In 1868, Lares erupted. The Grito de Lares, a two-day revolt against Spanish colonial rule, made the town synonymous with Puerto Rican independence. Historian Joseph Harrison Flores, working with the National Archives of Puerto Rico, found that Hacienda Lealtad's direct connection to the uprising was slender: only an eight-year-old child of an enslaved person from the hacienda was documented at the revolt, and that child spent six months in prison for it. Five years later, in 1873, Spain abolished slavery in Puerto Rico. The end of forced labor did not end exploitation. By 1880, the hacienda had changed hands and was owned by Miguel Marquez Enseñat, who paid workers with token money redeemable only at the hacienda's own store - a system that trapped workers in cycles of debt. Coffee, however, was ascendant. By the 1880s it had replaced sugar as Puerto Rico's leading export and principal source of wealth. That prosperity would not last; after the United States acquired Puerto Rico through the 1898 Treaty of Paris, coffee production and exportation dropped considerably, and the plantation eventually fell into disuse.

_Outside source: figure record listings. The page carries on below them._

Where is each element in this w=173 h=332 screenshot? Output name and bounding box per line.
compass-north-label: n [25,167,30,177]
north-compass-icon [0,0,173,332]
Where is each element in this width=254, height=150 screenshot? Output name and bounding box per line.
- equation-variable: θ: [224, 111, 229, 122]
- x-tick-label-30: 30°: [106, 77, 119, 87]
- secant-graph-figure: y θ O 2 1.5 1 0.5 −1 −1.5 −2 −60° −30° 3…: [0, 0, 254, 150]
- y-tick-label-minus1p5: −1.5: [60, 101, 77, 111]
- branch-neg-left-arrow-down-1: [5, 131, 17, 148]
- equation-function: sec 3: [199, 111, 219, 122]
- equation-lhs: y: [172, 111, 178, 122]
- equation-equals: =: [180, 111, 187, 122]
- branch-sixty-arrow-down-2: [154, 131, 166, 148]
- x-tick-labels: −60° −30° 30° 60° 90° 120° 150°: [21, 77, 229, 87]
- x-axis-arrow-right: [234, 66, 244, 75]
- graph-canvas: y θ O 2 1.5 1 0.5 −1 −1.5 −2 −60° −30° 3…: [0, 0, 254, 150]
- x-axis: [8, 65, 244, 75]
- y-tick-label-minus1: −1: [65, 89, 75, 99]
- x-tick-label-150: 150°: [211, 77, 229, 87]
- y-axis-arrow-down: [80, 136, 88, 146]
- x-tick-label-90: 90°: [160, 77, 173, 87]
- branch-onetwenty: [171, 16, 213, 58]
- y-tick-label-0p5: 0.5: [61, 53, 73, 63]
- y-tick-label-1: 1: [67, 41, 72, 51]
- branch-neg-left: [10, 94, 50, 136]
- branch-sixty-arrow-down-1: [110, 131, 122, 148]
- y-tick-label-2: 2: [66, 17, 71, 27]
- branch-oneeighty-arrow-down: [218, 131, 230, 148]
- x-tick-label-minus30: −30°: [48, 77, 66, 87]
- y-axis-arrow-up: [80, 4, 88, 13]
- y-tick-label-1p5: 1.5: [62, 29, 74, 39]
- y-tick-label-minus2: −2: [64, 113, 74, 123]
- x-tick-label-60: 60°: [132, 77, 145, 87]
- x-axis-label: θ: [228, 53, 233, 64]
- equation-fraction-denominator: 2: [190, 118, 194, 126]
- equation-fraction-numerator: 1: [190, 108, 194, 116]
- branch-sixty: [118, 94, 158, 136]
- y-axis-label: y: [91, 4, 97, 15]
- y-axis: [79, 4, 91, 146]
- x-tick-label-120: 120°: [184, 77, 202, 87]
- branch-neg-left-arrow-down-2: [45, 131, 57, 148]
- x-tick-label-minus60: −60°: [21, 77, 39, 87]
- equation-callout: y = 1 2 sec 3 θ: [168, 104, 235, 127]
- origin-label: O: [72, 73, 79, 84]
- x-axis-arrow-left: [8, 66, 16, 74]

A Childhood Memory, Restored

Edwin Soto picked coffee beans at Hacienda Lealtad as a child. Decades later, the Puerto Rican businessman from Lares bought the property in 2007, intending it as a second home. But walking the grounds, seeing what remained - the landowner's house, the slave quarters, the hydraulic wheel, the stone punishment cell - he decided to restore the hacienda for its historic importance instead. Soto invested millions into the restoration, and Hacienda Lealtad reopened as a living museum, hotel, and café offering educational tours. The museum displays furniture belonging to the family of José de Diego, the Puerto Rican poet. The former post office still stands. Coffee trees grow again on the hillsides, producing beans sold under the Café Lealtad brand. In 2016, the Puerto Rico Tourism Company endorsed the hacienda as an agrotourism destination, and the University of Puerto Rico at Mayagüez opened a Hacienda Lealtad Café on campus in early 2019.

After the Storm

On September 20, 2017, Hurricane Maria destroyed all 60,000 coffee trees on the estate. Just a week earlier, Edwin Soto had reported with relief that Hurricane Irma had spared the trees. Maria spared nothing. The devastation was total, mirroring the wider catastrophe across Puerto Rico's coffee country. Lares, already the municipality with the largest emigration to the mainland United States due to severe economic recession, lost its most visible agricultural landmark overnight. But Soto and his family began replanting almost immediately. Clean-up, restoration, and new plantings started within weeks, and tours resumed as the hacienda rebuilt itself for the second time. Agriculture Secretary Sonny Perdue held a town hall meeting at the hacienda with farmers and stakeholders in the aftermath. Thirty Puerto Rican farmers completed an intensive eight-week course on agricultural business there. The hacienda has become more than a museum of the past; it is a working demonstration that coffee can still be grown in these mountains, that what hurricanes destroy can be planted again, and that confronting history honestly is itself an act of resilience.

From the Air

Located at 18.23°N, 66.88°W in the mountainous interior of Lares, Puerto Rico. The hacienda is situated in barrio La Torre, in the central mountain range (Cordillera Central). From the air, look for the terraced coffee-growing hillsides along Puerto Rico Highway 128 near kilometer 55.8. Nearest airport is Rafael Hernández Airport (TJBQ/BQN) in Aguadilla, approximately 25 nm northwest. Mercedita Airport (TJPS/PSE) in Ponce is approximately 25 nm south. The mountainous terrain creates turbulence and limited visibility in clouds; VFR recommended. The area is lush and green, with the town of Lares visible in the valley below. Coffee plantations appear as orderly rows of low trees on steep slopes.